PAIRING WINE AND FOOD

SOME VERY GENERAL PRINCIPLES

Food Table

 

The first and most well known principle, elementary but too simplistic, is to “serve white wines with fish and white meat and red wines with red meat”. It conveys the idea that light dishes or dishes with a delicate flavour, for example grilled fish, poultry and some pasta dishes, normally go well with equally light and light-bodied wines, like white wines. The opposite is also true, since more full-bodied wines go well with heavier dishes.

 

If the dish is greasy then the wine should have a good acidity. It is the attraction of opposites at work in this case.

 

If the dish is acidic, for example some salads, shellfish, with corn, tomato or garlic, and some equally acidic fruits, then the appropriate wine should also have a good acidity.

 

If the dish is salty, like some fish, molluscs and bacalhau (dry salted cod fish), then a sweeter wine should be served, with a good acidity and low alcoholic content, for example some young and smooth reds and some whites which, in the case of bacalhau, can also be aged in wood.

 

If the dish includes strong sauces, then the sauce should dictate the wine. Smoother white sauces can go well with equally light white wines. Heavier and darker sauces require a red that is just as strong.

 

Sweet deserts or fruits require wines that are just as sweet.

 

Light but hot and highly seasoned oriental dishes go well with aromatic white wines, rosés or young reds, which are just as light, less full-bodied and have a lower alcoholic content.

 

Grilled (rare) red meat dishes go well with red wines with more tannins, which are therefore younger or have spent less time in the barrel.

 

Red meat or game dishes, roasted and with sauces, require stronger red wines, which are more full-bodied, have good tannins and a greater alcoholic content.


Aim of the exercise:
Could you reproduce all the entries under this sentence exactly, leaving the images aside?
Provided data: Begin
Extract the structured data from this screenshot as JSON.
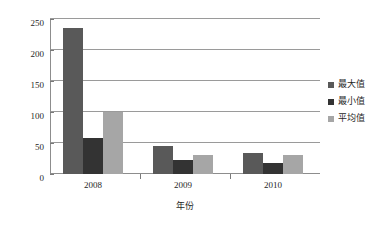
{
  "chart_data": {
    "type": "bar",
    "title": "",
    "subtitle": "",
    "xlabel": "年份",
    "ylabel": "",
    "categories": [
      "2008",
      "2009",
      "2010"
    ],
    "series": [
      {
        "name": "最大值",
        "color": "#595959",
        "values": [
          235,
          45,
          34
        ]
      },
      {
        "name": "最小值",
        "color": "#333333",
        "values": [
          58,
          23,
          17
        ]
      },
      {
        "name": "平均值",
        "color": "#A6A6A6",
        "values": [
          100,
          30,
          30
        ]
      }
    ],
    "ylim": [
      0,
      250
    ],
    "yticks": [
      0,
      50,
      100,
      150,
      200,
      250
    ],
    "ytick_labels": [
      "0",
      "50",
      "100",
      "150",
      "200",
      "250"
    ],
    "grid": true,
    "grid_axis": "y",
    "legend_position": "right",
    "bar_group_mode": "clustered",
    "axis_color": "#8d8d8d",
    "gridline_color": "#9a9a9a",
    "background": "#ffffff"
  }
}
Provided data: End
Response for this exercise:
Extract the structured data from this screenshot as JSON.
{
  "chart_data": {
    "type": "bar",
    "title": "",
    "subtitle": "",
    "xlabel": "年份",
    "ylabel": "",
    "categories": [
      "2008",
      "2009",
      "2010"
    ],
    "series": [
      {
        "name": "最大值",
        "color": "#595959",
        "values": [
          235,
          45,
          34
        ]
      },
      {
        "name": "最小值",
        "color": "#333333",
        "values": [
          58,
          23,
          17
        ]
      },
      {
        "name": "平均值",
        "color": "#A6A6A6",
        "values": [
          100,
          30,
          30
        ]
      }
    ],
    "ylim": [
      0,
      250
    ],
    "yticks": [
      0,
      50,
      100,
      150,
      200,
      250
    ],
    "ytick_labels": [
      "0",
      "50",
      "100",
      "150",
      "200",
      "250"
    ],
    "grid": true,
    "grid_axis": "y",
    "legend_position": "right",
    "bar_group_mode": "clustered",
    "axis_color": "#8d8d8d",
    "gridline_color": "#9a9a9a",
    "background": "#ffffff"
  }
}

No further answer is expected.